Dear Reader,

I wonder how to describe in an unguarded, expressive way my process of creating photographs. How do I start a conversation about my work? Can I tell you a beautiful story about why I am making this work? When I am in the process of taking photographs, I rely almost exclusively on intuition, shooting from the heart. It is only after the picture is taken, when I step back and let the image wash over me, that I begin to see its meaning.

In these two photographs, pulled together because both have branches of one kind or another, the stories are just below the surface. I remember my grandmother’s hands carefully picking dried-on-the-vine raisins. She used the raisins to make something she called a Poor Man’s pound cake. I haven’t thought about that cake in years, but when I saw the grape stems, I immediately thought of her and that delicious cake. She served the cake to my grandfather and his two buddies, Mr. Butler and Jimmy Gorman, who stopped by for coffee and conversation most every morning. The second picture, taken at George Washington’s Birthplace in Westmoreland County, is connected by memories of my grandparents, too. My grandfather helped plant trees lining the road to the river. Every single time we visited this beach, my grandmother proudly re-told the story of my grandfather’s contribution to this beautiful place.

While these stories are unique to my growing up, they speak to the importance of those foundational years for children. Even though they are presented here as a simple diptych, they are a part of a larger body of work that I am building that deals with the healing and hope for those who grew up with emotional trauma. Those who reach adulthood with all of the external markers of success and yet feel their foundation crumbling. I didn’t realize this, didn’t set out to address this theme, but writing here . . . I can see that this is true.

 
 

One Picture/One Paragraph

I love looking at this habit tracker as I walk by my desk. It is a reminder of who I used to be and how very far I have come. There was a time when I made long lists of the ways I should improve. Ways to eat healthier, exercise more, sleep better, drink more water, and on and on. But things are different now. I don’t know if it’s my inner rebel showing her sassy self or if I have simply recognized the tragedy of a life lived with so many expectations and goals. But either way, the notepad of weekly chores with its little circles sits unchecked. This does not feel like failure. It feels like compassion. Life is often filled with home-cooked meals and long walks and creative activities and joyful movement and fulfilling relationships, all in their own time and space. There are boring, ordinary days. Days of rest to balance those of activity. Days to read all day or watch funny television shows. Days that I do not feel well. Days to celebrate. And days of sorrow over what may come. Tears of joy over every little thing. The days of the week are marked by humanity and wholeness.

My mother had a favorite saying. “In another life, I could have been . . .” She usually filled in the blank by saying she could have been a singer. Truthfully, she wasn’t a great singer but she put her whole heart into singing and she was lit from within whenever there was music. Of course, she was right in many ways. Singing was not a career that ever would have been available to her. She needed to earn money and working in the family restaurant business wasn’t just an offer, it was expected. No, really it was demanded. And so she spent her life cooking and serving food. It was a good life, but I always sensed that she felt she might have missed out on something. I get it. When I was student there were only a few options presented for work, specifically women’s work. No one ever opened a door to creative work or an artful life. I am ever grateful that I did not have to wait for “another life” to discover creative expression—photography and poetry and writing. And all of the many ways to behold life.

Farm House | Olympus om-1, Kodak portra 400

I’ve been reading a beautiful essay, Navigating the Mysteries by Martin Shaw, in Emergence Magazine, Volume 3. There is so much to think on in his words.

“My petition is that we accept the challenge of uncertainty. As a matter of personal style. It’s the right thing to do. It’s what the Anglo-Saxons called ‘living in the bone-house.’ We get older, we find life is riven with weirdness. We should be weird, too. To know, tell, and create stories is a wondrous skill that keeps faith with the traditional and beauteous techniques our ancestors used when faced with the sudden mists and tripwires of living.”

Every picture is a story, a way of beholding the world. This what I love about photography.

The concluding lines of this essay inspire and uplift.

“What are we bored by, what needs to stay stay buried? What deserves to be re-imagined, re-seeded, re-beheld?
That’s where the joyful work is. I’m handing you a spade.
This a moment of unexpected possibility.”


WORK INSTRUCTION: Copy each line of the entries that includes the word "Show".

--

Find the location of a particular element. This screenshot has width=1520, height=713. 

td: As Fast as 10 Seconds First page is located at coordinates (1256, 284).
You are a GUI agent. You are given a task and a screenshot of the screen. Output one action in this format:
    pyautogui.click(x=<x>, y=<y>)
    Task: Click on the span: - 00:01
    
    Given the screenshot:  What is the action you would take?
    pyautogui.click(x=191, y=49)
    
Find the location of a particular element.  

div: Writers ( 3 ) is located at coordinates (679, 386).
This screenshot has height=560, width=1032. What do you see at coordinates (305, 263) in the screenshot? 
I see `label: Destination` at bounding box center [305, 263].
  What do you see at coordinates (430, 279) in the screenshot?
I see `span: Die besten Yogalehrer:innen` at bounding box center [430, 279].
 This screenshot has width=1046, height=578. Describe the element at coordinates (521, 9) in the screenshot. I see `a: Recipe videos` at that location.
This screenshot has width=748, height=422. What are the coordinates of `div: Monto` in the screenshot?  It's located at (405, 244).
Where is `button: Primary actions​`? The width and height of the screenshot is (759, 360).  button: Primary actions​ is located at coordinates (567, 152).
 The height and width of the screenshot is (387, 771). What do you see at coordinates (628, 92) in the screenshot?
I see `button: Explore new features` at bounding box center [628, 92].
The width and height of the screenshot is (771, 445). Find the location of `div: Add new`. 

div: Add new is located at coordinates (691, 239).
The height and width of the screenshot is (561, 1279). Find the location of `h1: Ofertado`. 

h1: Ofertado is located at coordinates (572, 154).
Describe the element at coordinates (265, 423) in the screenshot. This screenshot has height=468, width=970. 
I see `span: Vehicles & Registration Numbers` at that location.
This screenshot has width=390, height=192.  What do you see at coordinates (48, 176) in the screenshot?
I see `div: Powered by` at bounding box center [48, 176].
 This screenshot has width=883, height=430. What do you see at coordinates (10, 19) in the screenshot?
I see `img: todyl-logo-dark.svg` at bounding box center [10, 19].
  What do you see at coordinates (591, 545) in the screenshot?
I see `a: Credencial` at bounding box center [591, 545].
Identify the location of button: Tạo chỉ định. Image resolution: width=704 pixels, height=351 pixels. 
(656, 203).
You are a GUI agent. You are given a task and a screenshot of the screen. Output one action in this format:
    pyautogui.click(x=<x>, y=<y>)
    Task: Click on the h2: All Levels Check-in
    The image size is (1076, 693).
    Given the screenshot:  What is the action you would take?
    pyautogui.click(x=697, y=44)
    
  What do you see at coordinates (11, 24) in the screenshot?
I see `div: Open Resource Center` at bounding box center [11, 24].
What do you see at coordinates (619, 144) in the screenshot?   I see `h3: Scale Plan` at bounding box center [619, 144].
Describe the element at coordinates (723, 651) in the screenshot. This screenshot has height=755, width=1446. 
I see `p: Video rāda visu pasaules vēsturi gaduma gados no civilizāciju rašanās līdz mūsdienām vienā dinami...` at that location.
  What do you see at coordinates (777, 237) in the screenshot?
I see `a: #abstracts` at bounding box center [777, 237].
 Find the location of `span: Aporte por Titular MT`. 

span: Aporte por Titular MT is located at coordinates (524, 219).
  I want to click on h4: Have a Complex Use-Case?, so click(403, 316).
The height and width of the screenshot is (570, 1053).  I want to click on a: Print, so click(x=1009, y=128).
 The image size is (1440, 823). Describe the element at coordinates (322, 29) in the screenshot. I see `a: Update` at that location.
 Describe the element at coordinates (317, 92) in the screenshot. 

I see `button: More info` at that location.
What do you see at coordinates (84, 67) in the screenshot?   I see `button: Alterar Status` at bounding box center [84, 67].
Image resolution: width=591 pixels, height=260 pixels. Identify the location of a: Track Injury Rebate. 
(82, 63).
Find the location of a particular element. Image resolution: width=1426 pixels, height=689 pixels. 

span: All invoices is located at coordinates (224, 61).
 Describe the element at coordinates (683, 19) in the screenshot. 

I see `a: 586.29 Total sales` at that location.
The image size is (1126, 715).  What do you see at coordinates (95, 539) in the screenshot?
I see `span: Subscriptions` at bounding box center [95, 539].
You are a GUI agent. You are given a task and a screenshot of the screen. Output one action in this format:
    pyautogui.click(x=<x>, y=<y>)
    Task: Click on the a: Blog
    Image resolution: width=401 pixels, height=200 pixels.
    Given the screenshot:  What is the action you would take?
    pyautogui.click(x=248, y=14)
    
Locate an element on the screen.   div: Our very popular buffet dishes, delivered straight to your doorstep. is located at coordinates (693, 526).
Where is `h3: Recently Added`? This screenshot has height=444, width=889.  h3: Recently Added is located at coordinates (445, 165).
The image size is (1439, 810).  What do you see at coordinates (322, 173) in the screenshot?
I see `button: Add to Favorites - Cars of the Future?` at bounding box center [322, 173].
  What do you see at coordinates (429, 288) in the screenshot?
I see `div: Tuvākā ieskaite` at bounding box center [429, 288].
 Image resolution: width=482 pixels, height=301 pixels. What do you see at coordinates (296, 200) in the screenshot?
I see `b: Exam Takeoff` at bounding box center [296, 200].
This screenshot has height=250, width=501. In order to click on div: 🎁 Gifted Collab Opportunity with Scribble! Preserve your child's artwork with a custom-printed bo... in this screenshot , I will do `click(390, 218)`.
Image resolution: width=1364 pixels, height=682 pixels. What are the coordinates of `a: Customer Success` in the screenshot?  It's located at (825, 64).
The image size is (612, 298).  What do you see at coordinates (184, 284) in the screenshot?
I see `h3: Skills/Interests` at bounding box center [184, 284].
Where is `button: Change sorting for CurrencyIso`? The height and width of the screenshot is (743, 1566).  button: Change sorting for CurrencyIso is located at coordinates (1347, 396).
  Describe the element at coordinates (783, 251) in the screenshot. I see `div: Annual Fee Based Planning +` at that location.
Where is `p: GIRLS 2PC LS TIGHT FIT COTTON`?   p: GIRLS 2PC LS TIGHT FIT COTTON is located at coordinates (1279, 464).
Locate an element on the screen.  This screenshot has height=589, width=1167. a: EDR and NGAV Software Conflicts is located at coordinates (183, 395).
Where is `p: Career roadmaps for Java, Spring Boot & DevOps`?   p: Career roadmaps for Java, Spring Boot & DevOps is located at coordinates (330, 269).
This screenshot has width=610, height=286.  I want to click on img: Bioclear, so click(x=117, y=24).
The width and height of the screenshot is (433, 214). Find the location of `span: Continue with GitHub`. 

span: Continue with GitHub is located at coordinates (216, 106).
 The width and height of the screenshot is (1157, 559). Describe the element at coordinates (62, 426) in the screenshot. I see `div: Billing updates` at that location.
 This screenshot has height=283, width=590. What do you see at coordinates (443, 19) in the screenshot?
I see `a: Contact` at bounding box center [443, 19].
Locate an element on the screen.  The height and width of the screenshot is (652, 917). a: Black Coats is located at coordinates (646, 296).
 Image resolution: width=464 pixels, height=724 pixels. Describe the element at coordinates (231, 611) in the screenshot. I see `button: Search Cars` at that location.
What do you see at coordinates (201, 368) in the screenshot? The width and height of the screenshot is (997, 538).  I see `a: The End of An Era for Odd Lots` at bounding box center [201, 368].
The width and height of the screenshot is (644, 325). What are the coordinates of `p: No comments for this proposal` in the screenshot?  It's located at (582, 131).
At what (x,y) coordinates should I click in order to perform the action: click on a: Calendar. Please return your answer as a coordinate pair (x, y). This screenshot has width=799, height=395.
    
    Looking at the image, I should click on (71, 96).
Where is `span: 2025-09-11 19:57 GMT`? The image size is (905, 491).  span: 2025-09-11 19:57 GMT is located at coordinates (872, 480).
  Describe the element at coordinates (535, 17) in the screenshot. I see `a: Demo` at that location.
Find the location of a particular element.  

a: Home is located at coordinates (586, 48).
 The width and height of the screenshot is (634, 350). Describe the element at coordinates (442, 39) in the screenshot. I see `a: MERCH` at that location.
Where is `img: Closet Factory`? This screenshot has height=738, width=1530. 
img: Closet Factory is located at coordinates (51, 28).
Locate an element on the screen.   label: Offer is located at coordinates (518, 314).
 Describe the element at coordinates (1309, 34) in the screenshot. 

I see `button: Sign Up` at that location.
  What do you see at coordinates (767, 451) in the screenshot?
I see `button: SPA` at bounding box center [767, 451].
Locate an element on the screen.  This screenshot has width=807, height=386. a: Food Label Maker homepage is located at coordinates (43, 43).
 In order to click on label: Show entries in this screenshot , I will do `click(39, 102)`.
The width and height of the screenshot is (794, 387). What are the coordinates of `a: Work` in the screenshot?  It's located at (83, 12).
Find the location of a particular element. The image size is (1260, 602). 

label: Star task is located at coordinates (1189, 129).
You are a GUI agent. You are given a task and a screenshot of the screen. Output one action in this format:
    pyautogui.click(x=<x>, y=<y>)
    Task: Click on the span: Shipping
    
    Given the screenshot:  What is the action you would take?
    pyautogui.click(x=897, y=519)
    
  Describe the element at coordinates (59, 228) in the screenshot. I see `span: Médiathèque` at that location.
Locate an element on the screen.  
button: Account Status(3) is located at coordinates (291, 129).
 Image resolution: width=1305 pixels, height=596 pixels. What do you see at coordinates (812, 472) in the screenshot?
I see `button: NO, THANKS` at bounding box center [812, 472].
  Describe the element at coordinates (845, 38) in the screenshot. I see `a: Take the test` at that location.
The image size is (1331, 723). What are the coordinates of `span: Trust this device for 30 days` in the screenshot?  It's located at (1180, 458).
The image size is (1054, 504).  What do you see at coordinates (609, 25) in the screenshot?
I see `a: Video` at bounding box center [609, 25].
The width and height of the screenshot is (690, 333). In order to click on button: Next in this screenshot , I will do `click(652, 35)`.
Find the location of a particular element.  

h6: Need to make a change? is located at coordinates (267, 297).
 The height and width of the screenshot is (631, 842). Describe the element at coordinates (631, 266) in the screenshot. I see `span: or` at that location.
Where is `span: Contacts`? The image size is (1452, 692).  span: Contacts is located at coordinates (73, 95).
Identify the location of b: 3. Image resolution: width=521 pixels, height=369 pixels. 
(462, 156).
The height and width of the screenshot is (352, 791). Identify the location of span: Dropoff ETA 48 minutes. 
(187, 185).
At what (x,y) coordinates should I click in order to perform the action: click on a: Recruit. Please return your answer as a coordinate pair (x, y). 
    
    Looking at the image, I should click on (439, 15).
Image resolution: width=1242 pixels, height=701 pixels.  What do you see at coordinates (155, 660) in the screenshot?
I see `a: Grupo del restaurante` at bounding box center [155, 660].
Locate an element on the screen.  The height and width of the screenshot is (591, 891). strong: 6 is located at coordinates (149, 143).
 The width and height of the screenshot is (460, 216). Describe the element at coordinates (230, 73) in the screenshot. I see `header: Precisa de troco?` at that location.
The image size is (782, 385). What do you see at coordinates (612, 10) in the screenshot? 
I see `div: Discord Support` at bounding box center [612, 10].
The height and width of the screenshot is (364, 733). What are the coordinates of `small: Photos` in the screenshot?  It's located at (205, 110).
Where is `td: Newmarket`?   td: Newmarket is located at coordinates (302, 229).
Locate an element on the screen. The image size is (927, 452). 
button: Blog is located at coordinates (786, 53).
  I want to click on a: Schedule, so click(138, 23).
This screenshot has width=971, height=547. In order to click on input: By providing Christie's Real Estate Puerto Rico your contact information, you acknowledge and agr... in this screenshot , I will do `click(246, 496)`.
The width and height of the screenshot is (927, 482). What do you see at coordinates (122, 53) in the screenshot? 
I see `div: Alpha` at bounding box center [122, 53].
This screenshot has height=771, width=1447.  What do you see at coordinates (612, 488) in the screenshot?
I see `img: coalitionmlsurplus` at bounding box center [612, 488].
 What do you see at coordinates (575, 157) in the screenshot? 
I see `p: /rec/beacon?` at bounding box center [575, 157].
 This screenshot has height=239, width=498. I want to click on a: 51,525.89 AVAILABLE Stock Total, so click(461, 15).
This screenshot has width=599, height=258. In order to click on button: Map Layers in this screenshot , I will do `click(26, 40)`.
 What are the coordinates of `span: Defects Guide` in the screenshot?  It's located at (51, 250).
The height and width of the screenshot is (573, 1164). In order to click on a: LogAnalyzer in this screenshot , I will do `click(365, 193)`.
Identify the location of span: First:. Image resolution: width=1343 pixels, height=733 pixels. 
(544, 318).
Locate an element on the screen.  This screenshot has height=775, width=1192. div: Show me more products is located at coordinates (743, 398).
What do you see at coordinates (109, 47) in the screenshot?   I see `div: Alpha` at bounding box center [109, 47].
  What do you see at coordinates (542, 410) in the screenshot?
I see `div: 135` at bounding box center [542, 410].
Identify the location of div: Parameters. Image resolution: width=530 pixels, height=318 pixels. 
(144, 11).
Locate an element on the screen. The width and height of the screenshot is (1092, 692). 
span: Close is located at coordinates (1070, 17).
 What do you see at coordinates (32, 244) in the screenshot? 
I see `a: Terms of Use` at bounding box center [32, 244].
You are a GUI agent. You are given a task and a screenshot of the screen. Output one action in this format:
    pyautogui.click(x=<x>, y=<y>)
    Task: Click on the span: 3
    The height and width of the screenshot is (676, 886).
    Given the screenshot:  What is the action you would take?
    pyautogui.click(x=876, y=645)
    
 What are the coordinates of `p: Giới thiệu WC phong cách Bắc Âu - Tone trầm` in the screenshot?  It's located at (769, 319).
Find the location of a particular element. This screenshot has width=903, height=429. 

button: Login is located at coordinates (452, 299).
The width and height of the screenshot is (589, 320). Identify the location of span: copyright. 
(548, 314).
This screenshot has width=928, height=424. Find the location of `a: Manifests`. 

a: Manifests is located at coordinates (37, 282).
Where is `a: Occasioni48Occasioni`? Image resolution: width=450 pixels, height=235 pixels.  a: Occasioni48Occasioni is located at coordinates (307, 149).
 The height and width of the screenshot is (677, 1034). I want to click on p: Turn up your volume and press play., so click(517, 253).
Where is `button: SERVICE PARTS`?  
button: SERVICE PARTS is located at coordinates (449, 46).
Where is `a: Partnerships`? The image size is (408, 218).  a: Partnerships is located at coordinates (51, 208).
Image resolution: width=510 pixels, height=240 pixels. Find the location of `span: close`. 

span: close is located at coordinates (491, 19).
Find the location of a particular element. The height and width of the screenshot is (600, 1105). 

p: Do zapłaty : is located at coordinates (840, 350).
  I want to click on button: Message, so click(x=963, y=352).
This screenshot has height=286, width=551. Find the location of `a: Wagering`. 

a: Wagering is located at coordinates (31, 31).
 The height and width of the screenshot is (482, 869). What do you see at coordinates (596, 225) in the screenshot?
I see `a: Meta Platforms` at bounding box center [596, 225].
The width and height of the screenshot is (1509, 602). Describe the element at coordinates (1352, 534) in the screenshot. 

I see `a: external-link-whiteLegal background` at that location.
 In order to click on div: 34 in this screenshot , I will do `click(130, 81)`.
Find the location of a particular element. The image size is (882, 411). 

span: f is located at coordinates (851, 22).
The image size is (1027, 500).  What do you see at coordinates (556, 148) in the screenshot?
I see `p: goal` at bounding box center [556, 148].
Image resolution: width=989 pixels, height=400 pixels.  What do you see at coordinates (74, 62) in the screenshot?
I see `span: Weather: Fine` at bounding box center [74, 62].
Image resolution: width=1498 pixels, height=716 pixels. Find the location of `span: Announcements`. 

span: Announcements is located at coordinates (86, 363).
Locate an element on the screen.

--

EXERCISE SOLUTION:
 In order to click on label: Show entries in this screenshot , I will do `click(39, 102)`.
Locate an element on the screen.  This screenshot has height=775, width=1192. div: Show me more products is located at coordinates (743, 398).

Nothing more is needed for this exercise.